MANILA, Philippines - Mobile payment users worldwide are forecast to increase 2.1 percent to 109 million by the end of 2010, a US-based research firm said in a report.
Gartner Research said total mobile payment transactions will total nearly 4.5 billion in 2012, up from just 125 million in 2007, growing at an annual compounded rate of 105 percent.
In the Philippines, the Bangko Sentral ng Pilipinas (BSP) estimates that there are at least eight million Filipinos using mobile phones to make bills payments and other banking related activities.
According to Gartner Research, mobile payment users in the Asia and Pacific region will surpass 62.8 million in 2010 and represent 2.6 percent of all mobile users in the region.
In Europe, the Middle East and Africa, mobile payment users will total 27.1 while in North America, mobile payment users will number 3.5 million and represent 1.1 percent of all mobile users in the region.
Gartner Research director Sandy Shen said strong growth in mobile payment is expected in developing markets in Asia, Eastern Europe, the Middle East and Africa.
North America and Western Europe, on the other hand, will lag behind due to the numerous presence of choices of payment instruments available.
“Developing markets have found the right formula for mobile money services – functions that users want and an ecosystem that can sustain the service,” Shen added.
Developing markets generally have fewer bank and financial institutions but are rich in the number of mobile phones users.
For example more than half of the Philippines’ population own one or more mobile phones but only 26 percent have existing bank accounts.
Mobile payments is a promising area in business terms and for poverty alleviation that institutions such as Gates Foundation and the United States Agency for International Development (USAID) have entered the picture.
Gates Foundation and the USAID pledged $10 million to spur the use of cell phone banking and mobile payments to bring financing to the poor and help rebuild the financial ecosystem in Haiti.
In the Philippines, the USAID through the Microenterprises Access to Banking Services (MABS) has been in the forefront of mobile banking services mainly for microfinance.
“Instead of a point offering for mobile payment, the service needs to be built on top of the existing payment behavior and infrastructure so that users can choose any channel – retail, phone, online or mobile – that suits their context at the moment of payment.”
Leading commercial banks in the Philippines offer one type or another of mobile payment system but these have not taken off compared to the mobile business of rural banks, as the convenience of mobile banking technology is magnified in far flung areas where the presence of bank branches and automated teller machines (ATM) are extremely limited.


Task item:
Each line of the data that mentions the string "will" needs to be identified and copied.

(Beginning of Information)

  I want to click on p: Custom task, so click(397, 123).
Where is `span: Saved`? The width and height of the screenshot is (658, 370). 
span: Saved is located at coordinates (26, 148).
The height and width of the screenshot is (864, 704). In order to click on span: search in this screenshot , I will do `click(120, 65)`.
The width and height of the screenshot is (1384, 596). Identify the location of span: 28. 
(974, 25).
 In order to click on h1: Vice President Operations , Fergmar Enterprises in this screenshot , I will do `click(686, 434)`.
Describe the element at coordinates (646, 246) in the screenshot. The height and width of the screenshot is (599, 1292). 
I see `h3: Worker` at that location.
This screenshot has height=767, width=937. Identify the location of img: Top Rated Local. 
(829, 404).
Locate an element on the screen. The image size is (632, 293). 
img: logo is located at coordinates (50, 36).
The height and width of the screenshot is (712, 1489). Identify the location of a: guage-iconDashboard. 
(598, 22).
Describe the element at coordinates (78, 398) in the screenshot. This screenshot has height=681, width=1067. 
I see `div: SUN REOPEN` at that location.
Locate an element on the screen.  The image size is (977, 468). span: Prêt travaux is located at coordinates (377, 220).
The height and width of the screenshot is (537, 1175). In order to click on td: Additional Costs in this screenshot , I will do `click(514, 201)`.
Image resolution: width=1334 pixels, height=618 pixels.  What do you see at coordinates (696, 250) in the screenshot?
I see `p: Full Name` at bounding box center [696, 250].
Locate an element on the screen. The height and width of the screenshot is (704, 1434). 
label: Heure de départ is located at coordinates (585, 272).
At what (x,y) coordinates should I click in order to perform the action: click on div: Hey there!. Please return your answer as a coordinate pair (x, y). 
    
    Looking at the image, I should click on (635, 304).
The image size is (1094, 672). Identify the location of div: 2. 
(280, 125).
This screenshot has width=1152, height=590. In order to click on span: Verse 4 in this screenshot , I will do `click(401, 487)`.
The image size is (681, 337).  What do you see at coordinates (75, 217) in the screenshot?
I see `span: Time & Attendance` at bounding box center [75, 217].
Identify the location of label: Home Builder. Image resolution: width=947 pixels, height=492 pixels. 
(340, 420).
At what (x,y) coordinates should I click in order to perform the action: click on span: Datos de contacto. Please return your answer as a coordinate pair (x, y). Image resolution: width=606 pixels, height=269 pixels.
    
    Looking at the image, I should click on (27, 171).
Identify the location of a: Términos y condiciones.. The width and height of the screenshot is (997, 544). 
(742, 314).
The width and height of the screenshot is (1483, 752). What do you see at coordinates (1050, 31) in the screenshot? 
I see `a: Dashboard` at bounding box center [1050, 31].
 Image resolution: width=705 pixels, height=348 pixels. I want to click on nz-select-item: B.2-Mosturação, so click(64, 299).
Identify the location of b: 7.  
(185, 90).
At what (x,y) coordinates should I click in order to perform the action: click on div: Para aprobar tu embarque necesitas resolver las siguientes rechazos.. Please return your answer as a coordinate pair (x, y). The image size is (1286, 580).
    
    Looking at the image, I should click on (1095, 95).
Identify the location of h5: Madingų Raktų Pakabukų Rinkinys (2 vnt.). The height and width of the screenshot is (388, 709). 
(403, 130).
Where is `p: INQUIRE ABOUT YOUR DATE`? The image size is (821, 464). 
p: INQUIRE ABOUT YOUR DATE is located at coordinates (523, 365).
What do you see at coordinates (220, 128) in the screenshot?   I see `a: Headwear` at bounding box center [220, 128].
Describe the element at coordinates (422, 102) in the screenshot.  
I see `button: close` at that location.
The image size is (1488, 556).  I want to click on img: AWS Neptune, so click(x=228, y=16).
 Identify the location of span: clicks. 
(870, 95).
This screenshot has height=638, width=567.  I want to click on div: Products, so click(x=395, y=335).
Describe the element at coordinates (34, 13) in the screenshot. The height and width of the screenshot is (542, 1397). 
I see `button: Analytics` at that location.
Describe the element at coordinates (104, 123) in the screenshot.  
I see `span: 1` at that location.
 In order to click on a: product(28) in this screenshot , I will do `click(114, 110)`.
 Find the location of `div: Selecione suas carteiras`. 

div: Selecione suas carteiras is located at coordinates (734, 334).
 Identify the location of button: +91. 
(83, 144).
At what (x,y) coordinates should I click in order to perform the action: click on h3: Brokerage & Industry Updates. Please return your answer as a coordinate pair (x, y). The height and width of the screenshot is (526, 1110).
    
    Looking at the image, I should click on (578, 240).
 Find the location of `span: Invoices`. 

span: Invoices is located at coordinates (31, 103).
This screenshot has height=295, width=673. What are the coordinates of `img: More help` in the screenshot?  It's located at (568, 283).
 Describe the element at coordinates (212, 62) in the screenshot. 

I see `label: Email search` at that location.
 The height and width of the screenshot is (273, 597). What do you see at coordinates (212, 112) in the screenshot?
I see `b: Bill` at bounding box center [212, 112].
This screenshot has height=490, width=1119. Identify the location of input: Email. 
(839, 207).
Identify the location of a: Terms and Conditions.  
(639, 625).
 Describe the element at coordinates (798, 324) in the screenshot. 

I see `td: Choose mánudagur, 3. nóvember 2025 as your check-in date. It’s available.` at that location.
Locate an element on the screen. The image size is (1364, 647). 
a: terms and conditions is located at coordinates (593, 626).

(End of Information)

Task answer:
The height and width of the screenshot is (864, 704). In order to click on span: search in this screenshot , I will do `click(120, 65)`.
 In order to click on h1: Vice President Operations , Fergmar Enterprises in this screenshot , I will do `click(686, 434)`.
The height and width of the screenshot is (537, 1175). In order to click on td: Additional Costs in this screenshot , I will do `click(514, 201)`.
This screenshot has width=1152, height=590. In order to click on span: Verse 4 in this screenshot , I will do `click(401, 487)`.
 In order to click on a: product(28) in this screenshot , I will do `click(114, 110)`.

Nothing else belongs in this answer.